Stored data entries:

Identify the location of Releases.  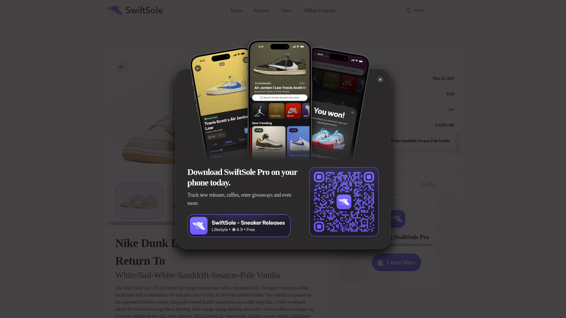
(261, 11).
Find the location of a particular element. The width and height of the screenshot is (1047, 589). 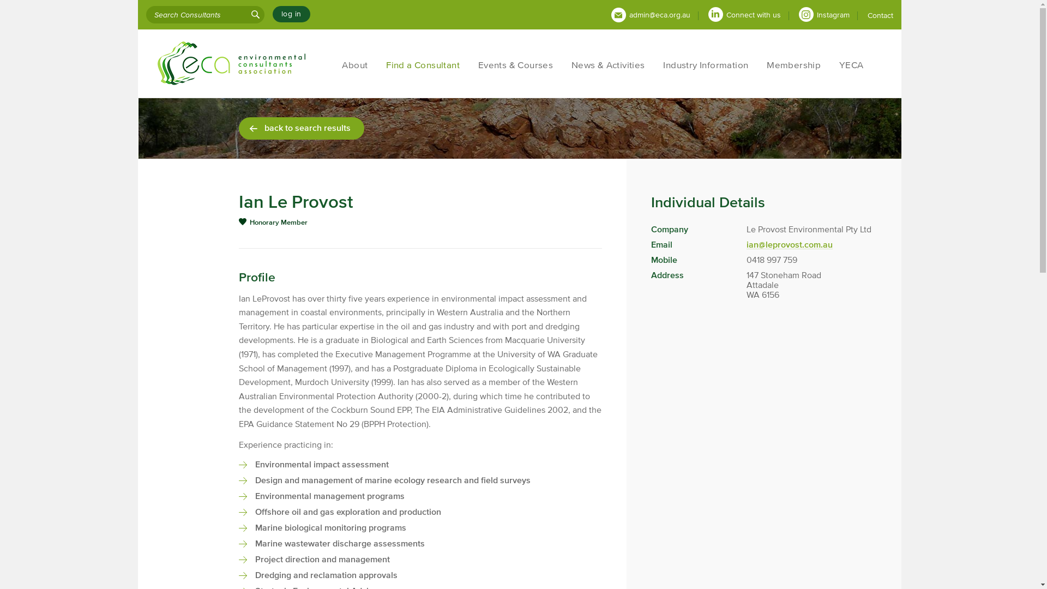

log in is located at coordinates (291, 14).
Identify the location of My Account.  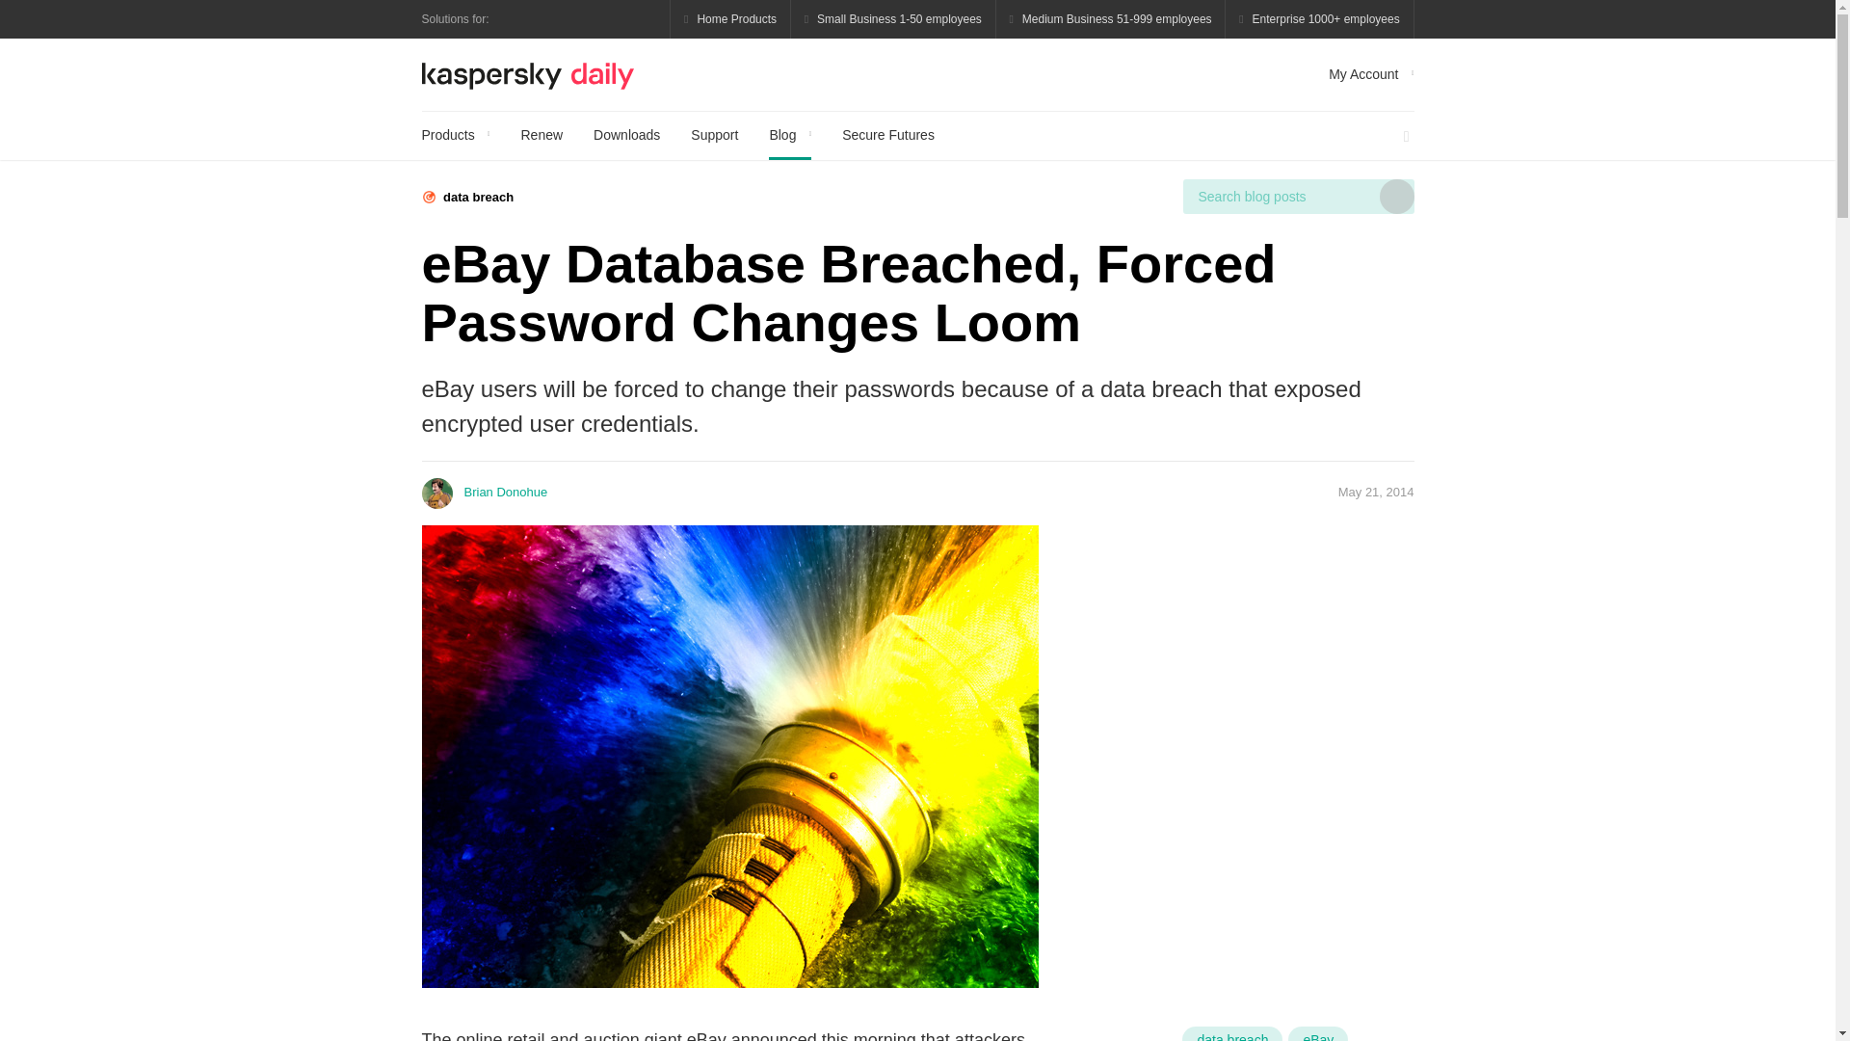
(1370, 73).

WHAT IS BEING ASKED: Quote the data above in full and without alteration; skip the pictures.

COMPLETED EXERCISE:
Identify the location of Releases.  
(261, 11).
Find the location of a particular element. The width and height of the screenshot is (1047, 589). 

log in is located at coordinates (291, 14).
Identify the location of My Account.  
(1370, 73).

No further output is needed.